Zak Crawley walked off Adelaide Oval on the fourth evening knowing the scoreboard, and probably the urn, have slipped from English grasp. His 85, gutsy and pared-back, kept a flicker going, yet Australia need only four wickets on the final morning to wrap up the match, move 3-0 ahead and bank a fourth straight home Ashes with two Tests unused.
“We’re staring down the barrel,” the opener said afterwards, and there was no bravado in the voice. “They’ve bowled very well, and haven’t given us a lot… it’s hard to play that way that we have in the past, perhaps.” In other words, Bazball has stalled on Australian soil.
Early optimism replaced by hard numbers
England arrived talking about rewriting history; instead they have been out-scored (run-rate 3.79 to Australia’s 4.34) and out-bowled. Crawley pointed to Scott Boland as the example: “He just very rarely misses.” Add Pat Cummins’ accuracy and Nathan Lyon finding turn on day four, and there has been precious little release for visiting batters.
Crawley, by nature a free driver, needed 28 balls for his first run. He finished at a strike-rate a shade over 56 – well down on a career mark above 65 – yet it still felt like the only method available. “They set good fields… It’s just an attritional style of cricket over here, and they don’t allow it. It’s not as easy to score quickly out here,” he explained.
Acknowledging quality rather than searching for excuses
Ben Stokes has asked his side for more “fight”, insisting the dressing-room is “not a place for weak men”, but Crawley’s assessment was simpler: England are being beaten by the better team. “I feel like it was always going to be tough coming up here against them. They were the favourites… they’ve played very, very well and made it very hard for us,” he told TNT Sports.
“You’re always looking to get better… but they’ve been phenomenal for the last three games,” he added, calling the Australian attack “the best bowling attack that I’ve played against, for sure”.
Small margins, large gap
England’s first-innings 227 always looked light once Marnus Labuschagne and Travis Head piled on 384 between them.
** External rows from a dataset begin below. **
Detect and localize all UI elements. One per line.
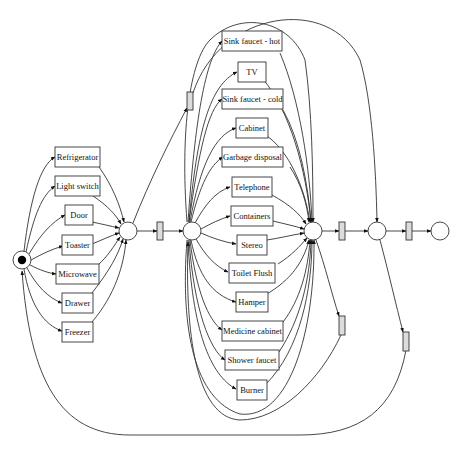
petri-net-diagram: Refrigerator Light switch Door Toaster M… [0,0,467,452]
activity-label: Burner [240,385,264,395]
activity-sink-faucet-cold: Sink faucet - cold [222,89,283,109]
tau-transition-skip-upper [187,92,193,110]
activity-drawer: Drawer [62,293,93,313]
activity-label: Toaster [65,240,90,250]
tau-transition-loop-start [403,332,409,351]
activity-label: Sink faucet - cold [222,94,283,104]
left-activity-group: Refrigerator Light switch Door Toaster M… [55,147,100,342]
activity-toaster: Toaster [62,235,93,255]
activity-telephone: Telephone [232,177,272,197]
tau-transition-loop-middle [339,316,345,335]
middle-activity-group: Sink faucet - hot TV Sink faucet - cold … [222,31,283,400]
activity-freezer: Freezer [62,322,93,342]
tau-transition-p3-p4 [339,222,345,240]
activity-tv: TV [238,62,266,82]
token-icon [18,256,26,264]
activity-burner: Burner [237,380,267,400]
place-join-left [119,222,137,240]
place-start [13,251,31,269]
activity-label: TV [246,67,258,77]
activity-light-switch: Light switch [55,176,100,196]
tau-transition-p1-p2 [157,222,163,240]
activity-label: Stereo [241,240,263,250]
activity-stereo: Stereo [237,235,267,255]
activity-label: Sink faucet - hot [224,36,281,46]
activity-label: Cabinet [239,123,266,133]
activity-label: Door [70,210,88,220]
activity-label: Containers [234,211,271,221]
activity-label: Light switch [56,181,99,191]
place-right [368,222,386,240]
activity-shower-faucet: Shower faucet [225,350,279,370]
activity-label: Garbage disposal [223,152,282,162]
activity-label: Drawer [65,298,91,308]
activity-door: Door [65,205,93,225]
activity-label: Refrigerator [57,152,99,162]
activity-medicine-cabinet: Medicine cabinet [222,321,283,341]
activity-garbage-disposal: Garbage disposal [222,147,283,167]
place-end [431,222,449,240]
activity-label: Telephone [234,182,270,192]
activity-containers: Containers [231,206,273,226]
place-split-middle [183,222,201,240]
activity-microwave: Microwave [56,264,99,284]
activity-hamper: Hamper [236,292,268,312]
activity-label: Shower faucet [228,355,277,365]
activity-label: Microwave [58,269,97,279]
activity-refrigerator: Refrigerator [55,147,100,167]
tau-transition-p4-end [406,222,412,240]
activity-sink-faucet-hot: Sink faucet - hot [222,31,282,51]
activity-label: Medicine cabinet [223,326,282,336]
activity-label: Freezer [65,327,91,337]
activity-cabinet: Cabinet [236,118,268,138]
place-join-middle [304,222,322,240]
activity-label: Hamper [238,297,266,307]
activity-label: Toilet Flush [232,268,273,278]
activity-toilet-flush: Toilet Flush [229,263,275,283]
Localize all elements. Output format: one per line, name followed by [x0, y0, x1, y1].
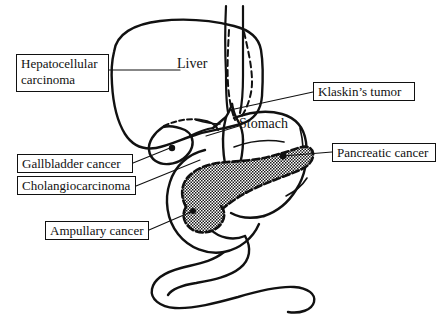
label-pancreatic-cancer[interactable]: Pancreatic cancer — [332, 143, 436, 162]
label-gallbladder-cancer[interactable]: Gallbladder cancer — [17, 154, 133, 173]
pancreas-shape — [182, 147, 313, 233]
label-hepatocellular-carcinoma[interactable]: Hepatocellular carcinoma — [16, 54, 109, 92]
gallbladder-shape — [149, 119, 218, 164]
label-hepatocellular-line1: Hepatocellular — [21, 56, 98, 71]
label-cholangiocarcinoma[interactable]: Cholangiocarcinoma — [17, 176, 136, 195]
label-liver: Liver — [177, 56, 207, 72]
label-ampullary-cancer[interactable]: Ampullary cancer — [45, 221, 149, 240]
label-klatskin-tumor[interactable]: Klaskin’s tumor — [313, 82, 415, 101]
label-hepatocellular-line2: carcinoma — [21, 72, 75, 87]
anatomical-figure: Hepatocellular carcinoma Gallbladder can… — [0, 0, 444, 325]
label-stomach: Stomach — [239, 116, 288, 132]
small-intestine-shape — [152, 236, 315, 313]
leader-line-gallbladder — [133, 148, 170, 163]
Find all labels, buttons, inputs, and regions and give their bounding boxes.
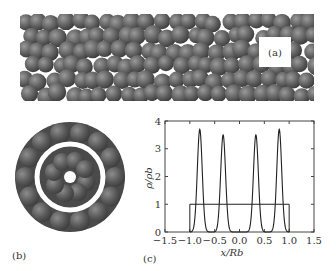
svg-text:0.5: 0.5 xyxy=(256,235,272,246)
svg-text:2: 2 xyxy=(155,171,161,182)
y-axis-label: ρ/ρb xyxy=(143,167,154,190)
svg-text:1: 1 xyxy=(155,199,161,210)
svg-text:1.5: 1.5 xyxy=(306,235,322,246)
svg-text:1.0: 1.0 xyxy=(281,235,297,246)
svg-text:3: 3 xyxy=(155,143,161,154)
panel-c-label: (c) xyxy=(143,253,157,264)
svg-text:4: 4 xyxy=(155,116,161,127)
panel-c-density-chart: −1.5−1.0−0.50.00.51.01.501234 (c) x/Rb ρ… xyxy=(0,0,336,271)
svg-text:−1.0: −1.0 xyxy=(178,235,202,246)
svg-text:0: 0 xyxy=(155,227,161,238)
x-axis-label: x/Rb xyxy=(221,247,244,258)
svg-text:0.0: 0.0 xyxy=(232,235,248,246)
svg-text:−0.5: −0.5 xyxy=(203,235,227,246)
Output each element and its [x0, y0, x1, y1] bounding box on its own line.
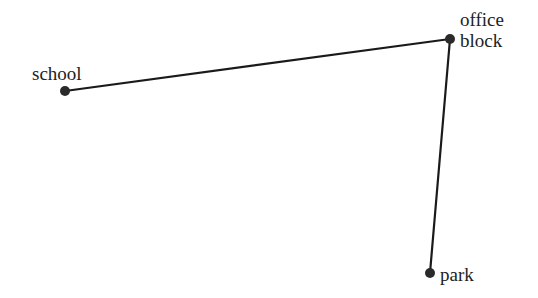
park-point-icon: [425, 268, 435, 278]
office-block-point-icon: [445, 34, 455, 44]
park-label: park: [440, 264, 474, 285]
office-block-label: office block: [460, 9, 504, 51]
school-point-icon: [60, 86, 70, 96]
office-block-label-line1: office: [460, 9, 504, 30]
route-diagram: school office block park: [0, 0, 538, 298]
route-diagram-canvas: [0, 0, 538, 298]
segment-school-to-office-block: [65, 39, 450, 91]
segment-office-block-to-park: [430, 39, 450, 273]
office-block-label-line2: block: [460, 30, 504, 51]
school-label: school: [32, 63, 82, 84]
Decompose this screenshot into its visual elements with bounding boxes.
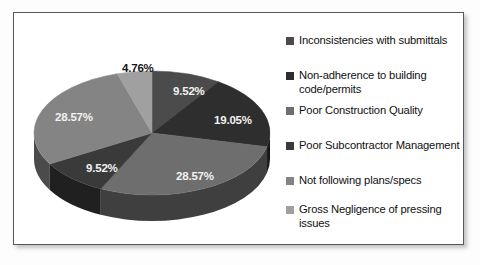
legend-item-label: Not following plans/specs bbox=[299, 174, 422, 188]
legend-item-label: Gross Negligence of pressing issues bbox=[299, 203, 462, 230]
chart-figure: 9.52%19.05%28.57%9.52%28.57%4.76% Incons… bbox=[0, 0, 480, 265]
legend-item-label: Non-adherence to building code/permits bbox=[299, 69, 462, 96]
legend-swatch-icon bbox=[286, 206, 294, 214]
pie-slice-value-label: 9.52% bbox=[86, 162, 118, 174]
legend-item[interactable]: Poor Subcontractor Management bbox=[286, 139, 462, 153]
legend-swatch-icon bbox=[286, 107, 294, 115]
pie-slice-value-label: 9.52% bbox=[173, 85, 205, 97]
pie-slice-value-label: 28.57% bbox=[55, 111, 93, 123]
legend-swatch-icon bbox=[286, 37, 294, 45]
legend-item-label: Poor Subcontractor Management bbox=[299, 139, 459, 153]
legend-item-label: Poor Construction Quality bbox=[299, 104, 423, 118]
legend-swatch-icon bbox=[286, 72, 294, 80]
pie-chart: 9.52%19.05%28.57%9.52%28.57%4.76% bbox=[28, 29, 286, 234]
pie-slice-value-label: 28.57% bbox=[176, 170, 214, 182]
pie-chart-svg bbox=[28, 29, 286, 234]
legend-swatch-icon bbox=[286, 177, 294, 185]
chart-panel: 9.52%19.05%28.57%9.52%28.57%4.76% Incons… bbox=[13, 12, 464, 245]
pie-slice-value-label: 4.76% bbox=[122, 62, 154, 74]
legend-item[interactable]: Gross Negligence of pressing issues bbox=[286, 203, 462, 230]
legend-item[interactable]: Poor Construction Quality bbox=[286, 104, 462, 118]
legend-item[interactable]: Inconsistencies with submittals bbox=[286, 34, 462, 48]
chart-legend: Inconsistencies with submittalsNon-adher… bbox=[286, 27, 462, 237]
legend-item-label: Inconsistencies with submittals bbox=[299, 34, 447, 48]
legend-item[interactable]: Not following plans/specs bbox=[286, 174, 462, 188]
legend-item[interactable]: Non-adherence to building code/permits bbox=[286, 69, 462, 96]
pie-slice-value-label: 19.05% bbox=[214, 114, 252, 126]
legend-swatch-icon bbox=[286, 142, 294, 150]
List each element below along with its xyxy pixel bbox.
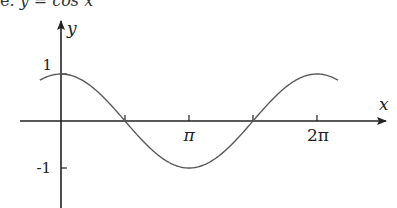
y-tick-label-neg1: -1 xyxy=(36,159,51,177)
cosine-graph: x y π 2π 1 -1 xyxy=(0,0,397,208)
y-tick-label-1: 1 xyxy=(42,56,52,74)
axes xyxy=(20,21,386,208)
x-tick-label-pi: π xyxy=(182,125,195,145)
labels: x y π 2π 1 -1 xyxy=(36,18,389,177)
y-axis-label: y xyxy=(66,18,77,38)
x-tick-label-2pi: 2π xyxy=(307,125,329,145)
x-axis-label: x xyxy=(379,94,389,114)
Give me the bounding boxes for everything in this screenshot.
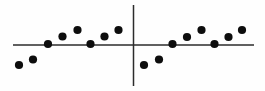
data-point xyxy=(44,40,52,48)
plot-canvas xyxy=(0,0,265,91)
data-point xyxy=(86,40,94,48)
data-point xyxy=(210,40,218,48)
data-point xyxy=(197,26,205,34)
data-point xyxy=(73,26,81,34)
scatter-plot-figure xyxy=(0,0,265,91)
data-point xyxy=(140,61,148,69)
data-point xyxy=(15,61,23,69)
data-point xyxy=(100,32,108,40)
data-point xyxy=(58,32,66,40)
data-point xyxy=(224,33,232,41)
data-point xyxy=(29,55,37,63)
data-point xyxy=(168,40,176,48)
data-point xyxy=(238,26,246,34)
data-point xyxy=(155,55,163,63)
data-point xyxy=(114,26,122,34)
data-point xyxy=(183,33,191,41)
data-points-group xyxy=(15,26,246,69)
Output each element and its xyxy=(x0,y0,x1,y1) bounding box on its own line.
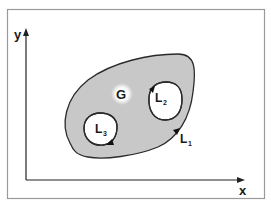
label-l3-subscript: 3 xyxy=(103,130,107,137)
y-axis-arrow-icon xyxy=(23,28,29,36)
label-l2: L 2 xyxy=(155,91,167,106)
region-g-label: G xyxy=(116,87,126,102)
label-l2-name: L xyxy=(155,91,162,105)
label-l3-name: L xyxy=(95,122,102,136)
y-axis-label: y xyxy=(14,27,22,42)
label-l1-subscript: 1 xyxy=(188,140,192,147)
x-axis-label: x xyxy=(239,183,247,198)
label-l1-name: L xyxy=(180,132,187,146)
label-l1: L 1 xyxy=(180,132,192,147)
label-l2-subscript: 2 xyxy=(163,99,167,106)
region-diagram: y x G L 1 L 2 L 3 xyxy=(0,0,271,204)
region-g xyxy=(65,54,194,158)
label-l3: L 3 xyxy=(95,122,107,137)
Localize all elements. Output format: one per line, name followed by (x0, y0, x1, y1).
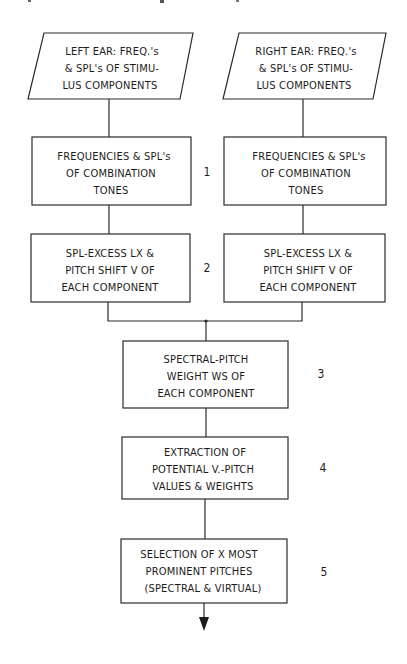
stage3-node: SPECTRAL-PITCH WEIGHT WS OF EACH COMPONE… (123, 341, 288, 408)
stage1-number-label: 1 (203, 165, 210, 179)
stage5-node: SELECTION OF X MOST PROMINENT PITCHES (S… (121, 539, 287, 603)
stage1-right-line-1: FREQUENCIES & SPL's (252, 150, 365, 163)
left-ear-line-3: LUS COMPONENTS (63, 79, 158, 92)
stage2-right-node: SPL-EXCESS LX & PITCH SHIFT V OF EACH CO… (224, 234, 385, 302)
left-ear-input-node: LEFT EAR: FREQ.'s & SPL's OF STIMU- LUS … (28, 33, 193, 99)
stage3-line-2: WEIGHT WS OF (167, 370, 245, 383)
cropped-caption-remnant (28, 0, 239, 3)
stage2-right-line-2: PITCH SHIFT V OF (263, 264, 353, 277)
merge-connector (108, 302, 302, 321)
stage1-right-line-2: OF COMBINATION (261, 167, 351, 180)
left-ear-line-2: & SPL's OF STIMU- (65, 62, 159, 75)
stage2-number-label: 2 (203, 261, 210, 275)
down-arrow-icon (199, 603, 209, 631)
stage4-line-3: VALUES & WEIGHTS (152, 480, 253, 493)
stage2-left-line-1: SPL-EXCESS LX & (66, 247, 154, 260)
right-ear-input-node: RIGHT EAR: FREQ.'s & SPL's OF STIMU- LUS… (223, 33, 386, 99)
stage4-line-2: POTENTIAL V.-PITCH (152, 463, 254, 476)
stage5-number-label: 5 (320, 565, 327, 579)
stage3-line-1: SPECTRAL-PITCH (164, 353, 249, 366)
left-ear-line-1: LEFT EAR: FREQ.'s (65, 45, 159, 58)
stage3-number-label: 3 (317, 367, 324, 381)
stage4-node: EXTRACTION OF POTENTIAL V.-PITCH VALUES … (122, 437, 288, 499)
stage1-left-line-2: OF COMBINATION (66, 167, 156, 180)
right-ear-line-2: & SPL's OF STIMU- (259, 62, 353, 75)
stage2-left-line-2: PITCH SHIFT V OF (65, 264, 155, 277)
stage2-right-line-3: EACH COMPONENT (259, 281, 357, 294)
stage1-left-node: FREQUENCIES & SPL's OF COMBINATION TONES (32, 137, 191, 205)
stage3-line-3: EACH COMPONENT (157, 387, 255, 400)
stage2-left-line-3: EACH COMPONENT (61, 281, 159, 294)
stage2-left-node: SPL-EXCESS LX & PITCH SHIFT V OF EACH CO… (31, 234, 190, 302)
stage2-right-line-1: SPL-EXCESS LX & (264, 247, 352, 260)
stage4-line-1: EXTRACTION OF (164, 446, 246, 459)
stage4-number-label: 4 (319, 461, 326, 475)
stage5-line-1: SELECTION OF X MOST (140, 548, 258, 561)
stage1-right-line-3: TONES (288, 184, 324, 197)
stage1-right-node: FREQUENCIES & SPL's OF COMBINATION TONES (224, 137, 386, 205)
stage1-left-line-3: TONES (93, 184, 129, 197)
right-ear-line-3: LUS COMPONENTS (257, 79, 352, 92)
stage1-left-line-1: FREQUENCIES & SPL's (57, 150, 170, 163)
right-ear-line-1: RIGHT EAR: FREQ.'s (255, 45, 356, 58)
pitch-extraction-flowchart: LEFT EAR: FREQ.'s & SPL's OF STIMU- LUS … (0, 0, 407, 664)
stage5-line-3: (SPECTRAL & VIRTUAL) (144, 582, 261, 595)
stage5-line-2: PROMINENT PITCHES (146, 565, 253, 578)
That total, coupled with Lyon’s late-day spin, has left the tourists hanging on. Moeen Ali survived 40 tight deliveries but edged Cummins to slip just before the close. Only Jonny Bairstow, who will resume on 32, and the tail remain.
Assistant coach Marcus Trescothick suggested in his morning media round that batting slowly was “no bad thing” if England could stretch the game. That plan held for large chunks of the afternoon – Crawley and Joe Root shared 141 – yet wickets tumbled once Lyon found purchase from the River Torrens end.
A lesson in relentlessness
Crawley spoke warmly, if a little ruefully, about watching Australia execute basic skills perfectly. “They don’t give you anything, they make the ball move, and they’re relentless.” It is the relentlessness that has hurt England most; every session feels the same, and the tourists have not been able to change the script.
Former captain Alastair Cook, on BBC radio duty, picked up the same theme. “England haven’t been awful,” he said, “Australia have just been very, very good. That’s sometimes the reality.”
Where next?
Even if a miracle stand saves this Test, England would still need to win the final two to level the series – something they have not done in Australia since the days of Botham and Brearley. The camp, however, is trying to stay level-headed. Stokes, in a short statement to travelling press, said the side would “keep backing our method; we believe it works”.
Analytically, it is worth noting England’s bowling has lacked control rather than outright threat. Their economy rate this tour is 4.34 (Australia’s is 3.12). In simple terms: the hosts have kept the pressure on, the visitors have not.
Room for optimism?
One crumb is Crawley’s own form. He now averages 48 on this trip, having modified his guard and tightened his off-side leaves. “I do like to keep it simple,” he smiled, “but they’ve made it hard for us.” If England can build around him and Root in Melbourne, and if Wood’s pace returns, the gap may narrow.
Yet those ifs will matter only if the remaining four wickets can cling on first. Adelaide has a habit of cruel endings for English teams; Crawley and company know history. “Obviously we could have been better, and that’s a given,” he said, “but they’ve made it very hard for us. They’re a top team in their own conditions, and they’ve made it hard for us.”
A fair summary of the week, and perhaps the series.